I have developed a hatred for the posts of people who regurgitate the same drivel for year after year. And I am beginning to suffer from the weight of guilt for releasing such toxins in public. Rude and unpleasant.
I just watched Razor's Edge, and everyone would enjoy parts of it, to some it could be water in a dry land.
I am wondering what to do with my life in the upcoming years. Letting myself go nuts and dream. What the hell. They might involve law school or Asia, a crummy artistic subsistence in Chicago, or nights with politicians who pay fifteen dollars for a shot of whiskey or glass of wine.
Judge me, please.
The gift of life. At least the wonder of it. Horror, no doubt, but also a fantastic and pressing and silent call to live each day in a worthy manner. Action full of intention. Intentions without attachment. And above all connection.
To each other and nature, carving out, defining our own biological fantasies and responsibilities or to recognize, to see the incomparable depth of a friend. Tied together the bonds of human existence, infinite expanses of soul and mind within feeble inches of our flesh. To immolate the illusion of invincibility or even a decent grasp of the ultimate, our need to be needed, dancing in the fires of trial or plenty.
To touch God in the soft hand of a child as secrets pass. Such a simple trade, wisdom for knowledge. And you become great, Possessor of respect. And forget yourself. I never found an ounce of god damn respect anyway. I had it staring in a mirror once. It was a tall thin mirror, next to an old painted dresser, inches away from a bathroom that between eight of us we still couldn't afford.
And that's where we found it, threading us, the children of God together, though the puncture is a wound that none of us forgot. A living, breathing pulse that connected us not only to each other, but to all the children, in all the worlds, the sages and their gods, and every seeker and soul that ever was pierced by glory.
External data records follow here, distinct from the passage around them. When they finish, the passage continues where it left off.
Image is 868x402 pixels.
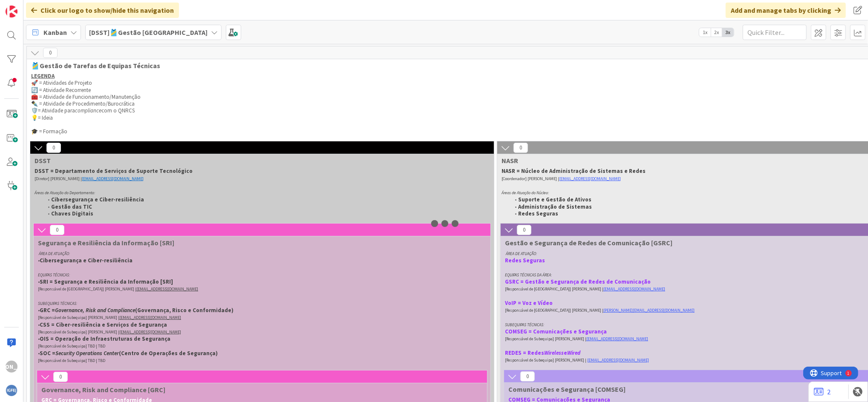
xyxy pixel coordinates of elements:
[519,204,592,210] strong: Administração de Sistemas
[34,176,82,182] span: [Diretor] [PERSON_NAME] |
[6,385,18,397] img: avatar
[505,278,651,286] strong: GSRC = Gestão e Segurança de Redes de Comunicação
[39,350,218,357] strong: SOC = (Centro de Operações de Segurança)
[505,322,544,327] em: SUBEQUIPAS TÉCNICAS:
[120,315,181,321] a: [EMAIL_ADDRESS][DOMAIN_NAME]
[41,386,477,394] span: Governance, Risk and Compliance [GRC]
[38,358,105,363] span: [Responsável de Subequipa] TBD | TBD
[502,176,559,182] span: [Coordenador] [PERSON_NAME] |
[43,28,67,38] span: Kanban
[38,278,39,286] span: •
[43,48,58,58] span: 0
[39,257,133,264] strong: Cibersegurança e Ciber-resiliência
[39,321,167,329] strong: CSS = Ciber-resiliência e Serviços de Segurança
[26,3,179,18] div: Click our logo to show/hide this navigation
[39,251,70,257] em: ÁREA DE ATUAÇÃO:
[38,307,39,314] span: •
[567,349,581,357] em: Wired
[520,371,535,382] span: 0
[31,73,54,80] u: LEGENDA
[53,372,68,382] span: 0
[505,358,586,363] span: [Responsável de Subequipa] [PERSON_NAME] |
[502,190,549,195] em: Áreas de Atuação do Núcleo:
[34,167,193,175] strong: DSST = Departamento de Serviços de Suporte Tecnológico
[505,328,607,336] strong: COMSEG = Comunicações e Segurança
[604,307,695,313] a: [PERSON_NAME][EMAIL_ADDRESS][DOMAIN_NAME]
[55,350,119,357] em: Security Operations Center
[505,272,552,278] em: EQUIPAS TÉCNICAS DA ÁREA:
[519,210,558,217] strong: Redes Seguras
[39,336,170,343] strong: OIS = Operação de Infraestruturas de Segurança
[89,28,207,37] b: [DSST]🎽Gestão [GEOGRAPHIC_DATA]
[587,358,649,363] a: [EMAIL_ADDRESS][DOMAIN_NAME]
[51,196,144,204] strong: Cibersegurança e Ciber-resiliência
[39,278,173,286] strong: SRI = Segurança e Resiliência da Informação [SRI]
[519,196,592,204] strong: Suporte e Gestão de Ativos
[604,286,665,292] a: [EMAIL_ADDRESS][DOMAIN_NAME]
[814,387,830,397] a: 2
[559,176,621,182] a: [EMAIL_ADDRESS][DOMAIN_NAME]
[75,107,101,114] em: compliance
[38,336,39,343] span: •
[51,204,92,210] strong: Gestão das TIC
[34,157,483,165] span: DSST
[55,307,135,314] em: Governance, Risk and Compliance
[505,349,581,357] strong: REDES = Redes e
[38,301,77,306] em: SUBEQUIPAS TÉCNICAS:
[34,190,95,195] em: Áreas de Atuação do Departamento:
[505,307,604,313] span: [Responsável de [GEOGRAPHIC_DATA]] [PERSON_NAME] |
[38,315,120,321] span: [Responsável de Subequipa] [PERSON_NAME] |
[711,28,722,37] span: 2x
[82,176,143,182] a: [EMAIL_ADDRESS][DOMAIN_NAME]
[6,361,18,373] div: [PERSON_NAME]
[722,28,734,37] span: 3x
[726,3,846,18] div: Add and manage tabs by clicking
[18,1,39,11] span: Support
[6,6,18,18] img: Visit kanbanzone.com
[39,307,234,314] strong: GRC = (Governança, Risco e Conformidade)
[544,349,564,357] em: Wireless
[38,239,480,247] span: Segurança e Resiliência da Informação [SRI]
[38,344,105,349] span: [Responsável de Subequipa] TBD | TBD
[505,257,545,264] strong: Redes Seguras
[50,225,65,235] span: 0
[38,286,137,292] span: [Responsável de [GEOGRAPHIC_DATA]] [PERSON_NAME] |
[44,3,46,10] div: 1
[137,286,198,292] a: [EMAIL_ADDRESS][DOMAIN_NAME]
[51,210,93,217] strong: Chaves Digitais
[586,336,648,342] a: [EMAIL_ADDRESS][DOMAIN_NAME]
[120,329,181,335] a: [EMAIL_ADDRESS][DOMAIN_NAME]
[700,28,711,37] span: 1x
[505,286,604,292] span: [Responsável de [GEOGRAPHIC_DATA]] [PERSON_NAME] |
[514,143,528,153] span: 0
[506,251,537,257] em: ÁREA DE ATUAÇÃO:
[38,257,39,264] span: •
[46,143,61,153] span: 0
[38,350,39,357] span: •
[38,329,120,335] span: [Responsável de Subequipa] [PERSON_NAME] |
[505,336,586,342] span: [Responsável de Subequipa] [PERSON_NAME] |
[505,299,553,307] strong: VoIP = Voz e Vídeo
[743,24,807,40] input: Quick Filter...
[517,225,532,235] span: 0
[38,321,39,329] span: •
[502,167,646,175] strong: NASR = Núcleo de Administração de Sistemas e Redes
[38,272,70,278] em: EQUIPAS TÉCNICAS:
But our initiations so close in time and space, we looked around and saw things not meant for us. A trick of spirit, a joke of nature. But we saw and our eyes were burned.
It is now impossible to be satisfied with things forfeit. I cannot even distinguish them in the dim. I just keep slamming into them.
They irritate me.
Or maybe it was a gift, a test from a force a little too hopeful. Maybe it was a blueprint we see now as we blink our eyes in the aftermath. In our cold, damp rooms that stink of reality. A map so as not to see the world as is, but as it can be through the sacrifice of our hearts and hands.
Tonight I might pray. I will set myself toward dwelling on the images of God passed into our hands.
Which we must not forget.
Born for all the squalor and glory of bearing witness to what we have already seen, and maybe, one day, will see again.